Between 1839 and 1919, the British fought the armies of czarist Russia in the “Great Game” to control central Asia, and Afghanistan was repeatedly invaded and its cities ransacked. The locals held out, the imperial interlopers leaving with nothing of substance. Then, during the 1980s, Russia tried its hand again, and was defeated by the US-backed mujahedeen, a loss that contributed to the end of the Cold War and the demise of the Soviet empire. “Every stone in the Khaiber,” wrote British Lieutenant General George Moles-worth, a veteran of the Third Anglo-Afghan War (1919), “has been soaked in blood.”

Few are aware of Afghanistan’s era of relative prosperity, when, after World War II, some rich people and a growing middle class intermingled in the core cities of Kabul, the capital, and, to a lesser extent, Kandahar, where the Canadian military contingent is now stationed. But today — after the ruinous war with Russia, being abandoned by the Americans during the 1990s, and becoming the initial battlefield in the war against terrorism after the attacks on New York and Washington — Afghanistan is a devastated country with little industry and an ingrained suspicion in many quarters of foreigners. Outside of Kabul, it is governed as much by warlords peddling opium as by any constitutional authority.

So why is this beleaguered land still of strategic interest? The answer lies not in historic trade routes or future resource potential — the pipeline delivering oil from the Caspian Sea through Afghanistan’s rough terrain and rougher-still local populations seems more unlikely than ever — but in the long shadow and skewed geopolitics of a post-9/11 world. Like the countless soldiers who have gone before them, the young Canadians seem oblivious to the uncertain strategies that brought them to Afghanistan in the first place. Instead, they think only of the enemy and their own survival. “I’m ready to kill the bad guys,” said one soldier, cradling a ma-chine gun as he patrolled deep into the desert south of Kandahar. “And there are plenty of bad guys here in the hills.”
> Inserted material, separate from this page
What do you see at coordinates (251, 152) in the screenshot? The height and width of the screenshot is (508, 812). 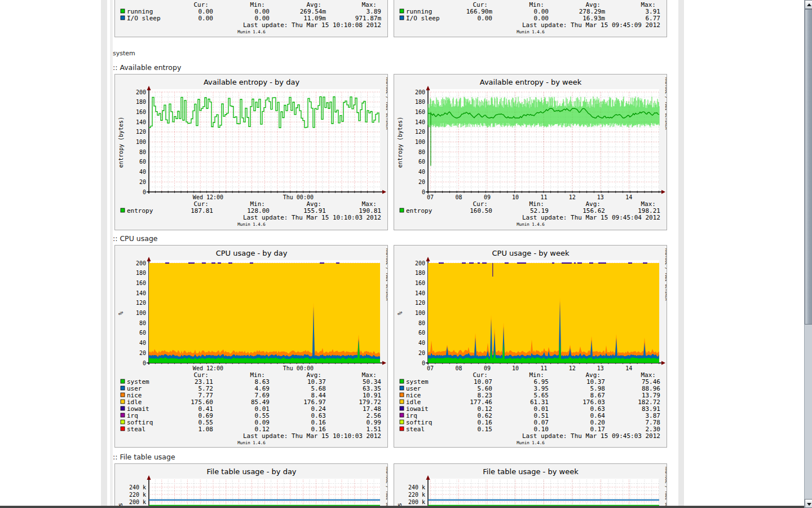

With so much attention focused on Iraq, Afghanistan has slipped under the radar, but the strategic logic behind the ongoing presence of Western forces remains: Afghanistan was the secure base area for al Qaeda, and the Taliban was its shield. Destroying the shield and ripping out the terrorist infrastructure worked, as incipient democratic institutions suggest, but there has been a counter attack, an attempt to return the country to its pre-9/11 state, and this insurgency is gaining momentum. Thus, Afghanistan is a battleground in which Western forces must be seen to be winning.